Visualizing Hacker News(hnmood.com) This is a visualization of various company and topic sentiments as they are discussed on Hacker News. |
Visualizing Hacker News(hnmood.com) This is a visualization of various company and topic sentiments as they are discussed on Hacker News. |
I'm a co-founder at EffectCheck and I was working closely with Scott this weekend as he was building this. It wasn't really ready for viewing yet, but okay... :)
Please note that the top graph is currently a mixture of two sets of data. The older points were using a less sensitive and improperly calibrated HN comment model, hence why everything is drifting around near "Typical." The points from 14:47 onward are using the correct model.
For those wondering why HN was so negative from 14:47-20:47, I believe the main topics of conversation were the Bitcoin and Sega debacles. Makes sense that people were really anxious given all that news.
Also, allowing them to see the popularity of certain trends (traffic, if you will). I am not familiar with the industry…maybe the product exists…but it seems incredibly useful!
Well done, too.
http://rawkes.com/blog/2011/04/19/finding-patterns-in-twitte...
1. Depresssion 2. Anxiety 3. Hostility 4. Happiness 5. Confidence 6. Compassion
Anxiety and Depression definitely go together, in the same way that hostility and happiness are actually similar in terms type of emotion, in terms of level of intellect, and confidence and compassion would be at the highest end of that spectrum.
I would also change the colors to group them: anxiety and depression as blues, hostile and happy as reds, and confidence and compassion as greens. Or something like that.
My co-founders [1][2] actually did spend a decent amount of time thinking about this. The emotions are first sorted into negative on the left and positive on the right. The order is for symmetry of left/right side words:
- Anxiety is the opposite of Confidence
- Hostility is the opposite of Compassion
- Depression is the opposite of Happiness
As for the colors, each one is correlated to the typical psychological association for that color. The exception is Happiness which should be yellow but yellow doesn't render well on websites.
[1] Yanon Volcani (Clinical Psychologist): http://www.volcani.com
[2] David Fogel (AI Expert): http://www.natural-selection.com/people_dfogel.html
In any case, anxiety and depression are generally a package deal in clinic. So I would put them together visually.
Depression --------------------X------- Happiness
Anxiety ----------------X----------- Confidence
Hostility -------------------x-------- Compassion
It can be used for a stock analysis and dampening or amplification caused from other firehose like sources like Twitter.
We are focused on B2B applications of our technology rather than the consumer/API side. However, if you have a cool idea for how you'd like to use EffectCheck, email me [1] and I'll be happy to discuss it with you.
[1] wesley.tansey@effectcheck.com
It was neat when it came out years ago... Although still not sure how to make any meaningful use of this tool. I suppose it is more useful for content generators..
Anxiety: #2288ff vs. #595884 (anxious)
Hostility: #ee0000 vs. #E0192C (angry) -- hostile only had 100 samples
Depression: #3300cc vs. #283152 (depressed)
Confidence: #ee00cc vs. #FF7F00 (confident)
Compassion: #11bb00 vs. #00696F (sorry) -- not sure on this word choice but compassionate wasn't available. Loving was #004E6F
Happiness: #ff8800 vs. #FF7F00 (happy)
So I would say we did well on all except maybe Confidence. However, confident shows up as almost the same color as happy, so we would have to differentiate somehow anyway.
[1] http://blog.effectcheck.com/2011/05/31/do-social-news-sites-...
"It seems that the point is to introduce their special-sauce black box, with an argument to authority about its methodology. I think the correlations you ask for are where the problems will lie, in that there is a value judgement that is being hidden. If I can put myself out on a limb here, I'd say that that measurement is going to be fundamentally unscientific."
Also, this seems like an important question, if you claim to be based in science:
"How can we falsify your claims? That is, what is a test we can perform that if it went a certain way, would show that your claims are false?"
It occurs to me that human color perception is another "subjective but scientific" field. You might want to research the experiments they performed for e.g. color matching in varying illumination levels, then come up with an experiment with a similar structure.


Task prompt: Total the lines of the entries below that hold the string "Created", then write only that total.

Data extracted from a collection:
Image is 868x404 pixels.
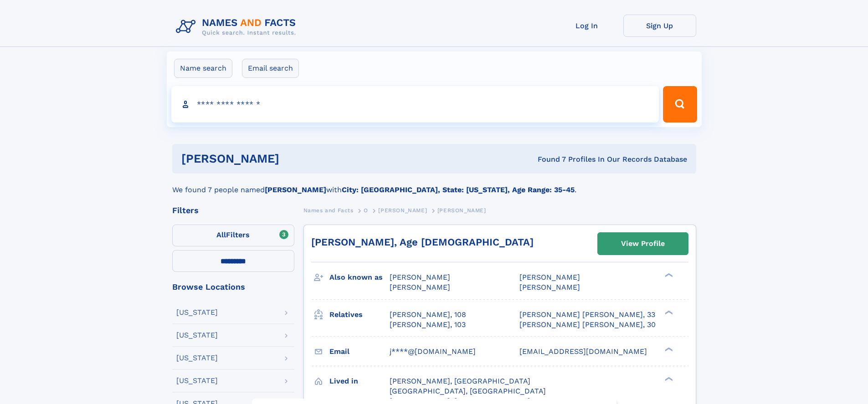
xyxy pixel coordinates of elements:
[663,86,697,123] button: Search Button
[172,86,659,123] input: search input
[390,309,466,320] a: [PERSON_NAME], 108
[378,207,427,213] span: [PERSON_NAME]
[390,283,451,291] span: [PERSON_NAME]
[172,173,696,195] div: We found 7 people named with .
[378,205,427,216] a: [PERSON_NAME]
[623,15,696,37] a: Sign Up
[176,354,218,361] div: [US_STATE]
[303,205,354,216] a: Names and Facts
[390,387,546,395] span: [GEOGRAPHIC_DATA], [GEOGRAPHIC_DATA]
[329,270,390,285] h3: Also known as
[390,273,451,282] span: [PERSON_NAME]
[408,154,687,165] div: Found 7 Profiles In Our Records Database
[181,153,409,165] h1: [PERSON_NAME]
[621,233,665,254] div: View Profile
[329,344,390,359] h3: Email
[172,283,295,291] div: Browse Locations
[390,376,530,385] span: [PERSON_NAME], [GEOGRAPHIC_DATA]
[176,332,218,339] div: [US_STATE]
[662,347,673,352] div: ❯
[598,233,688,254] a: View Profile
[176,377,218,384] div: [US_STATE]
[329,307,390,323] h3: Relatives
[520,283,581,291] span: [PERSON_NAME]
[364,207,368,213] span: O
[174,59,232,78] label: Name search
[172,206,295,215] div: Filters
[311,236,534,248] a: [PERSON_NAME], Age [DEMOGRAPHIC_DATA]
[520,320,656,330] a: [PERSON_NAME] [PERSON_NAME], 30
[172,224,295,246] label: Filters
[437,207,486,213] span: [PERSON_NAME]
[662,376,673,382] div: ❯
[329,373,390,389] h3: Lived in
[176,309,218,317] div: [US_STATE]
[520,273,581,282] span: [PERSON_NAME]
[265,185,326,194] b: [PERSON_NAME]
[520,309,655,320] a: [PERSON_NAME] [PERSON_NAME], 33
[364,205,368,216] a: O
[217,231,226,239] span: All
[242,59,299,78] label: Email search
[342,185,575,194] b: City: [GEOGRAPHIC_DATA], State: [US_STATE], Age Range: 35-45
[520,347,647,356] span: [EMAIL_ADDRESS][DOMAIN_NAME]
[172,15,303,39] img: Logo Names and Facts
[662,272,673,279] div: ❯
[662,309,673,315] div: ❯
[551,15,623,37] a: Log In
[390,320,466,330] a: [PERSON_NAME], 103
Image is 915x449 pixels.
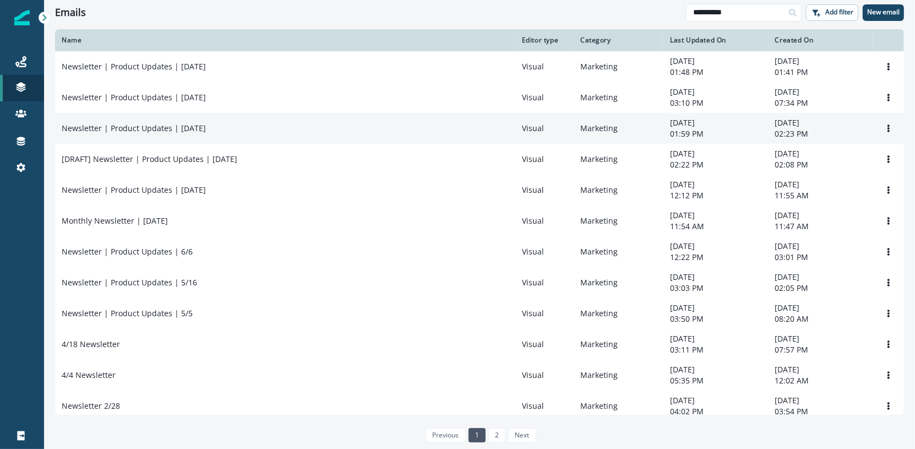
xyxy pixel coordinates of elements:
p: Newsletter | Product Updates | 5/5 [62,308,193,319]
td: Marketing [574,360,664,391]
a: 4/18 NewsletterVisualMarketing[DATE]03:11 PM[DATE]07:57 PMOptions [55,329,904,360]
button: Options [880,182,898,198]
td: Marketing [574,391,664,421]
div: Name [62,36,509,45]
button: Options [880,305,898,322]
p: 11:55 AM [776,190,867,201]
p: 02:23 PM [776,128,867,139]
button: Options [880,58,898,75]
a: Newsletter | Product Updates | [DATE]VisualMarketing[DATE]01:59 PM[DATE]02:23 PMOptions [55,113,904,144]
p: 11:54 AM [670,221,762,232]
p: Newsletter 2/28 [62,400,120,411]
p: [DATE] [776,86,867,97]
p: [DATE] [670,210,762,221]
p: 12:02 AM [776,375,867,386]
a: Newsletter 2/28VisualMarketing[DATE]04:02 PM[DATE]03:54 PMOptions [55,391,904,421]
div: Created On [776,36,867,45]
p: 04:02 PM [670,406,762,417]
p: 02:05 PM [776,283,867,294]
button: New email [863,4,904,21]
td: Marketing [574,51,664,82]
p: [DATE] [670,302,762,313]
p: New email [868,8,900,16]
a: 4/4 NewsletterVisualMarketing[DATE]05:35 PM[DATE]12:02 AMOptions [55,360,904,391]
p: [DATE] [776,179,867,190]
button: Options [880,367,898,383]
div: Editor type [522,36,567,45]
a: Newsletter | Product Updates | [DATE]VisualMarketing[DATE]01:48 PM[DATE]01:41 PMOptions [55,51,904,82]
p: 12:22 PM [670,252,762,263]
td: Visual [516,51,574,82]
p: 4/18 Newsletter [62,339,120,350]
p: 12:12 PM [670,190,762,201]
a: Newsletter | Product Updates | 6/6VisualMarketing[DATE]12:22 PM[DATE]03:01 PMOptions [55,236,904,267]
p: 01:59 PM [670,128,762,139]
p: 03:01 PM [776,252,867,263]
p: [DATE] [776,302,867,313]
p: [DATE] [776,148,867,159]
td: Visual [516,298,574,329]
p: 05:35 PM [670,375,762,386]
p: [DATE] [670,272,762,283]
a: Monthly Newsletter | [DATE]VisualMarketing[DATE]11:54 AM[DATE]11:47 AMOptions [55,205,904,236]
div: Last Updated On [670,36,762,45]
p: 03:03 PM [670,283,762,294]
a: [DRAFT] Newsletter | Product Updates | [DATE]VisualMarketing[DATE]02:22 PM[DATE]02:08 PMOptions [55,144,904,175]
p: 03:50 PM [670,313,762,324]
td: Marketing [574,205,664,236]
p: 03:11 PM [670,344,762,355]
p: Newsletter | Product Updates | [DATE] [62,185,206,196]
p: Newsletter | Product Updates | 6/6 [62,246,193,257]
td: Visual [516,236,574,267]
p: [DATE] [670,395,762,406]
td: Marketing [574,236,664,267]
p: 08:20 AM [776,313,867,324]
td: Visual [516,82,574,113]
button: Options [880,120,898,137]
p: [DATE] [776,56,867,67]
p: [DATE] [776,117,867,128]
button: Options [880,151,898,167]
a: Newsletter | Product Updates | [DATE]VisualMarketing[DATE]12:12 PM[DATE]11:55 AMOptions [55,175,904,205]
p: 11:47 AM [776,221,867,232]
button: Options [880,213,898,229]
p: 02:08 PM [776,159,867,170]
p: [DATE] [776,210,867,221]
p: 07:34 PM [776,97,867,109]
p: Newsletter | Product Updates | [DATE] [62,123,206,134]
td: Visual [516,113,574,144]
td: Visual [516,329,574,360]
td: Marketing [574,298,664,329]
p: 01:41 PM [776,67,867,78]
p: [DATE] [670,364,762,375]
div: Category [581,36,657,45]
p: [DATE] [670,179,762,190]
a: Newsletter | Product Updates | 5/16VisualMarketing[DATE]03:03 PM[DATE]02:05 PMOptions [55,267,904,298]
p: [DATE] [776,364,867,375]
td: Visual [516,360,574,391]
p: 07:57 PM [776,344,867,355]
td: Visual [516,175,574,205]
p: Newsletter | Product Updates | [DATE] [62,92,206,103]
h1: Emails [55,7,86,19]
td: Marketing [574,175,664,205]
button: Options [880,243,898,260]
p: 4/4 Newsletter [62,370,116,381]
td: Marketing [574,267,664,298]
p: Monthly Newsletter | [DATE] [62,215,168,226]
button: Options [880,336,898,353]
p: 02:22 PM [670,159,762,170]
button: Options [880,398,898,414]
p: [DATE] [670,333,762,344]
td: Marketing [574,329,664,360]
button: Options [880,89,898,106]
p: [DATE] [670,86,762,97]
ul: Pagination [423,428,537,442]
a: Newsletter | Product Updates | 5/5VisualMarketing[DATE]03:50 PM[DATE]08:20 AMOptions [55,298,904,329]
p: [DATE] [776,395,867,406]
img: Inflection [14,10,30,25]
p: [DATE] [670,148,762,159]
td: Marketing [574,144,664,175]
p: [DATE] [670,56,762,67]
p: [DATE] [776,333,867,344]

* * *

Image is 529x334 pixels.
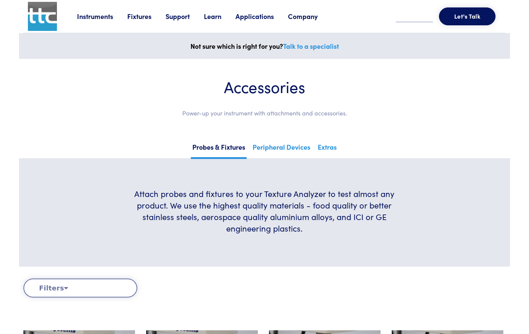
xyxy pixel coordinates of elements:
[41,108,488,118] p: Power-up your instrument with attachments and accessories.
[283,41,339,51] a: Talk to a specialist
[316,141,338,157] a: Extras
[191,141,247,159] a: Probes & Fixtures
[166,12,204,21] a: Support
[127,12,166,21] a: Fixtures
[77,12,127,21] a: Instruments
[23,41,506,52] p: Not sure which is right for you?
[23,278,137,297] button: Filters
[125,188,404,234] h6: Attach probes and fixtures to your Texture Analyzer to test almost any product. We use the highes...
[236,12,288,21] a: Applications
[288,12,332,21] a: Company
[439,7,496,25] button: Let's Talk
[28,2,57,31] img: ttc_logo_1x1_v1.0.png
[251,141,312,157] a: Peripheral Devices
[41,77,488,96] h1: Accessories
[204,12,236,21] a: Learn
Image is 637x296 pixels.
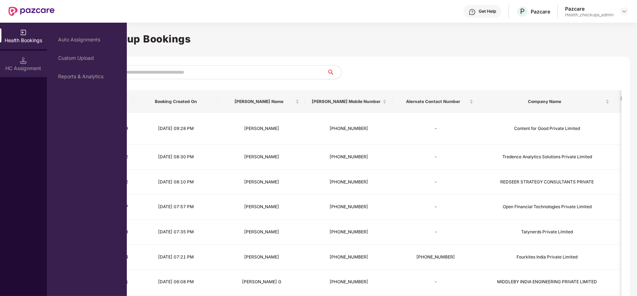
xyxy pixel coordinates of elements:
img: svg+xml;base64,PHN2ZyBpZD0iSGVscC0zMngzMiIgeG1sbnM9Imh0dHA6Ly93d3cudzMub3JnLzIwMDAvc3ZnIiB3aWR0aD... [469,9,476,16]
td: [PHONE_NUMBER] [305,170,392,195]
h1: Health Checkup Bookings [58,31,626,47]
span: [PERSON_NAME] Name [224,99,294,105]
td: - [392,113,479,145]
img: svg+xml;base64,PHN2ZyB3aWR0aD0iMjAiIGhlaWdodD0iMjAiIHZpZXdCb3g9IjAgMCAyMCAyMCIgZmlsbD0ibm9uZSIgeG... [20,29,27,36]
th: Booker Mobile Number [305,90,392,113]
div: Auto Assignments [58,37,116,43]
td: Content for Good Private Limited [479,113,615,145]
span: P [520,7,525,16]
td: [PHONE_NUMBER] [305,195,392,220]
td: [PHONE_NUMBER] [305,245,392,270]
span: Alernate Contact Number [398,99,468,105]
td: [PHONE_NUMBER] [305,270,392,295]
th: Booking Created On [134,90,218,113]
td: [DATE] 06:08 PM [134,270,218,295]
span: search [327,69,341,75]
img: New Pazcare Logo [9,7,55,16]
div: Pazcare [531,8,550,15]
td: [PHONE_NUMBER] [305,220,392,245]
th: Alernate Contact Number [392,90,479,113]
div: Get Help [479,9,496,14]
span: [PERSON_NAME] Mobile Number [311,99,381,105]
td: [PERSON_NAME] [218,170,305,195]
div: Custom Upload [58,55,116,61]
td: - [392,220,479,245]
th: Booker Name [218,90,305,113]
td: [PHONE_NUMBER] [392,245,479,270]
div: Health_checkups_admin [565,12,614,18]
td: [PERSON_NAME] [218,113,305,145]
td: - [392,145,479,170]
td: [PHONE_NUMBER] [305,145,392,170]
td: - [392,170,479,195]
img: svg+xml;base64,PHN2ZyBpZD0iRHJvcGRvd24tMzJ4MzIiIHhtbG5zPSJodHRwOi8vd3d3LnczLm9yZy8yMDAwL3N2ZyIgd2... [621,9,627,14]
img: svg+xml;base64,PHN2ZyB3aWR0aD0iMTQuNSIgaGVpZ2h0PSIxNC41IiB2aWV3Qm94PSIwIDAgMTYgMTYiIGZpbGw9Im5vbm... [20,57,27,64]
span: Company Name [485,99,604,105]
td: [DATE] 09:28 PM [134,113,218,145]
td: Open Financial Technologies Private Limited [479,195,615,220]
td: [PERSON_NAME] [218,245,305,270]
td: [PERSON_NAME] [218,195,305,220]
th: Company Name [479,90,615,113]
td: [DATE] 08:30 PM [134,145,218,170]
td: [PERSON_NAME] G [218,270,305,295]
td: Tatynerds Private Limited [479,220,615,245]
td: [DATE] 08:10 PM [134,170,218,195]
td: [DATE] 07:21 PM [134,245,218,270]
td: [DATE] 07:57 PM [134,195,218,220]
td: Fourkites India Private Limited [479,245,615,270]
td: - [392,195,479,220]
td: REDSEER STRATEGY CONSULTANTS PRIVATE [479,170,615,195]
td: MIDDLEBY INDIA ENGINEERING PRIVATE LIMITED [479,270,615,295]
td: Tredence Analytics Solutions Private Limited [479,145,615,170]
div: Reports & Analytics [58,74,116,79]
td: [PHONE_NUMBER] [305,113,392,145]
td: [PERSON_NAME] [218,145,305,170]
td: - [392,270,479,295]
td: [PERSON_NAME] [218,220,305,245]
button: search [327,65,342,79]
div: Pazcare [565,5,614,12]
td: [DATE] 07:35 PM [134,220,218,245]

Written response: 2